Learnosity Connects Language Learners via Voxbone
Brussels (BE), March 2009 - Voxbone has been chosen by languageLearning specialist Learnosity to connect language students around the world with their teachers and each other. Through its global IP network, Voxbone enables Learnosity's students to share their native fluencies and accents for the cost of local calls.
The Learnosity platform and hosted applications have been deployed in major governmental education projects in Ireland and Australia; others are under consideration in more than ten other countries. In practice, students dial in on Voxbone numbers, enter their student IDs, and meet fellow students of their subject language on conference calls, where they conduct assigned role-playing conversations.
Teachers subsequently grade these conversations through a Web interface that clearly indicates whose voice is who's. The system allows a few teachers to assess many students anywhere in the world.
One of Learnosity's major goals is, for example, to use Voxbone numbers to enable native speakers of French to reach native Italian speakers affordably, taking turns switching teacher-student roles. In another application, Learnosity tests are offered to call centres to assess job seekers' suitability for customer-service work.
Gavin Cooney, Learnosity CEO, says that simple scale and economy dictated their choice of mobile phones as the primary user device: "We can't provide every student in a country with a laptop, broadband connection, and headsets, but we can easily put a phone in the hands of every student. In fact they already have one in most cases."
"As for teachers", he continues "they don't have to book computer facilities within the school; they just ask the students to take out their phones and dial in. This removes a significant barrier to entry."
Voxbone's DIDs (direct-inward-dial numbers) and network go hand in hand with that simplicity and economy. "Using Voxbone allows us to deal with only one telco", adds Cooney. "We can use the same infrastructure to allow students as far apart as Ireland and Australia to learn using our system. And we can immediately offer our product in 46 countries-”including markets that we never would have dreamed of approaching so soon, such as Pakistan, South and Central America, and Eastern Europe."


* _Exercise_:
All records are to be transcribed in full; any pictures among them are to be skipped.

* _Records excerpted from a collection_:

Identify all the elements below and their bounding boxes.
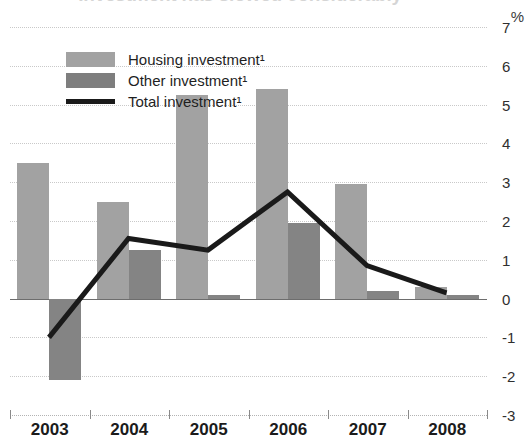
chart-legend: Housing investment¹ Other investment¹ To… <box>66 49 265 112</box>
x-axis-label-2007: 2007 <box>349 420 387 440</box>
x-axis-tick <box>328 410 329 419</box>
x-axis-tick <box>90 410 91 419</box>
y-axis-tick-label: 1 <box>502 251 510 268</box>
x-axis-tick <box>487 410 488 419</box>
y-axis-tick-label: 0 <box>502 290 510 307</box>
x-axis-tick <box>249 410 250 419</box>
x-axis-tick <box>408 410 409 419</box>
total-investment-polyline <box>49 192 447 338</box>
x-axis-label-2005: 2005 <box>190 420 228 440</box>
legend-label-total: Total investment¹ <box>128 93 241 110</box>
y-axis-tick-label: -2 <box>502 368 515 385</box>
y-axis-tick-label: 5 <box>502 96 510 113</box>
legend-label-other: Other investment¹ <box>128 72 247 89</box>
x-axis-label-2003: 2003 <box>31 420 69 440</box>
legend-label-housing: Housing investment¹ <box>128 51 265 68</box>
legend-item-total: Total investment¹ <box>66 91 265 112</box>
y-axis-tick-label: 6 <box>502 57 510 74</box>
other-swatch-icon <box>66 73 115 88</box>
y-axis-tick-label: -1 <box>502 329 515 346</box>
legend-item-other: Other investment¹ <box>66 70 265 91</box>
y-axis-tick-label: 2 <box>502 213 510 230</box>
y-axis-tick-label: 7 <box>502 19 510 36</box>
x-axis-label-2008: 2008 <box>428 420 466 440</box>
y-axis-tick-label: 4 <box>502 135 510 152</box>
investment-chart-figure: Investment has slowed considerably % 765… <box>0 0 530 444</box>
y-axis-tick-label: 3 <box>502 174 510 191</box>
page-title: Investment has slowed considerably <box>0 0 480 6</box>
total-line-swatch-icon <box>66 94 115 109</box>
x-axis-label-2006: 2006 <box>269 420 307 440</box>
x-axis-tick <box>169 410 170 419</box>
housing-swatch-icon <box>66 52 115 67</box>
y-axis-unit-label: % <box>511 8 524 25</box>
x-axis-tick <box>10 410 11 419</box>
x-axis-label-2004: 2004 <box>110 420 148 440</box>
legend-item-housing: Housing investment¹ <box>66 49 265 70</box>
y-axis-tick-label: -3 <box>502 407 515 424</box>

* _Result below_:
Identify all the elements below and their bounding boxes.
chart-legend: Housing investment¹ Other investment¹ To… <box>66 49 265 112</box>
x-axis-label-2007: 2007 <box>349 420 387 440</box>
x-axis-tick <box>328 410 329 419</box>
x-axis-tick <box>90 410 91 419</box>
y-axis-tick-label: 1 <box>502 251 510 268</box>
x-axis-tick <box>487 410 488 419</box>
y-axis-tick-label: 0 <box>502 290 510 307</box>
x-axis-tick <box>249 410 250 419</box>
x-axis-tick <box>408 410 409 419</box>
total-investment-polyline <box>49 192 447 338</box>
x-axis-label-2005: 2005 <box>190 420 228 440</box>
legend-label-total: Total investment¹ <box>128 93 241 110</box>
y-axis-tick-label: -2 <box>502 368 515 385</box>
y-axis-tick-label: 5 <box>502 96 510 113</box>
legend-label-other: Other investment¹ <box>128 72 247 89</box>
x-axis-label-2003: 2003 <box>31 420 69 440</box>
legend-label-housing: Housing investment¹ <box>128 51 265 68</box>
legend-item-total: Total investment¹ <box>66 91 265 112</box>
y-axis-tick-label: 6 <box>502 57 510 74</box>
other-swatch-icon <box>66 73 115 88</box>
y-axis-tick-label: -1 <box>502 329 515 346</box>
legend-item-other: Other investment¹ <box>66 70 265 91</box>
y-axis-tick-label: 2 <box>502 213 510 230</box>
y-axis-tick-label: 7 <box>502 19 510 36</box>
x-axis-label-2008: 2008 <box>428 420 466 440</box>
y-axis-tick-label: 4 <box>502 135 510 152</box>
investment-chart-figure: Investment has slowed considerably % 765… <box>0 0 530 444</box>
y-axis-tick-label: 3 <box>502 174 510 191</box>
page-title: Investment has slowed considerably <box>0 0 480 6</box>
total-line-swatch-icon <box>66 94 115 109</box>
x-axis-label-2006: 2006 <box>269 420 307 440</box>
x-axis-tick <box>169 410 170 419</box>
housing-swatch-icon <box>66 52 115 67</box>
y-axis-unit-label: % <box>511 8 524 25</box>
x-axis-tick <box>10 410 11 419</box>
x-axis-label-2004: 2004 <box>110 420 148 440</box>
legend-item-housing: Housing investment¹ <box>66 49 265 70</box>
y-axis-tick-label: -3 <box>502 407 515 424</box>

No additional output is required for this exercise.